The dex2oat ahead-of-time compiler in ART depends on
  libart-compiler.so, which in turn depends on
  libart.so. The ART runtime is implemented mainly in
  libart.so. Benchmarks for the compiler and the runtime will be
  different:
| Benchmark | Profiled libraries | 
|---|---|
| dex2oat | dex2oat(executable),libart-compiler.so,libart.so | 
| art_runtime | libart.so | 
- Add the following pgoproperty todex2oat,libart-compiler.so:pgo: { instrumentation: true, benchmarks: ["dex2oat",], profile_file: "dex2oat.profdata", }
- Add the following pgoproperty tolibart.so:pgo: { instrumentation: true, benchmarks: ["art_runtime", "dex2oat",], profile_file: "libart.profdata", }
- Create instrumented builds for the dex2oatandart_runtimebenchmarks using:make ANDROID_PGO_INSTRUMENT=dex2oat make ANDROID_PGO_INSTRUMENT=art_runtime
- Run the benchmarks exercising dex2oatandart_runtimeto obtain:- Three .profrawfiles fromdex2oat(dex2oat_exe.profdata,dex2oat_libart-compiler.profdata, anddexeoat_libart.profdata), identified using the method described in Handling LLVM profile files.
- A single art_runtime_libart.profdata.
 
- Three 
- Produce a common profdata file for dex2oatexecutable andlibart-compiler.sousing:llvm-profdata merge -output=dex2oat.profdata \ dex2oat_exe.profdata dex2oat_libart-compiler.profdata
- Obtain the profile for libart.soby merging the profiles from the two benchmarks:llvm-profdata merge -output=libart.profdata \ dex2oat_libart.profdata art_runtime_libart.profdataThe raw counts for libart.sofrom the two profiles might be disparate because the benchmarks differ in the number of test cases and the duration for which they run.
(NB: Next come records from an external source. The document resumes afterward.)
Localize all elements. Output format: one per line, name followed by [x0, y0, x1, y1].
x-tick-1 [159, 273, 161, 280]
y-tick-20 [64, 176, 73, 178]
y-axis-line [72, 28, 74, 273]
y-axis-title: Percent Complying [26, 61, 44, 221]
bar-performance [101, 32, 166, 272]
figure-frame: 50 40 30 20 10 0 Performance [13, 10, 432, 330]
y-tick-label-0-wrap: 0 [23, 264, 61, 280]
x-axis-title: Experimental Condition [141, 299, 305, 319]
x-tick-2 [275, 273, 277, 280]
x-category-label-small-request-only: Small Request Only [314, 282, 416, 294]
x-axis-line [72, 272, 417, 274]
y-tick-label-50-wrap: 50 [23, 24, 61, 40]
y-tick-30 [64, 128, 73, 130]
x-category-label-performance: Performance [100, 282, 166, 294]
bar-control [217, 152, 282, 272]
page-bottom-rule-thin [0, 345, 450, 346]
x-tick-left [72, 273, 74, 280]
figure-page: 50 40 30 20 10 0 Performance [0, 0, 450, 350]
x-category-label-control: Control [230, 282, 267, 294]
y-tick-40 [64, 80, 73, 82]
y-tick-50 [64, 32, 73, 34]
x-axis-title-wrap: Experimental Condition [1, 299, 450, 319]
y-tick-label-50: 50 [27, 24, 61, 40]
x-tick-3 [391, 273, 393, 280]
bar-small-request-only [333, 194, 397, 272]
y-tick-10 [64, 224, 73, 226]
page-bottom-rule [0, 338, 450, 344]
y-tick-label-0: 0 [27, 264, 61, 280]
In this case, you can use a weighted merge:llvm-profdata merge -output=libart.profdata \ -weighted-input=2,dex2oat_libart.profdata \ -weighted-input=1,art_runtime_libart.profdataThe above command assigns twice the weight to the profile from dex2oat. The actual weight should be determined based on domain knowledge or experimentation.
- Check the profile files dex2oat.profdataandlibart.profdataintotoolchain/pgo-profilesfor use during build.
Alternatively, create a single instrumented build with all libraries instrumented using:
    make ANDROID_PGO_INSTRUMENT=dex2oat,art_runtime
    (or)
    make ANDROID_PGO_INSTRUMENT=ALLThe second command builds all PGO-enabled modules for profiling.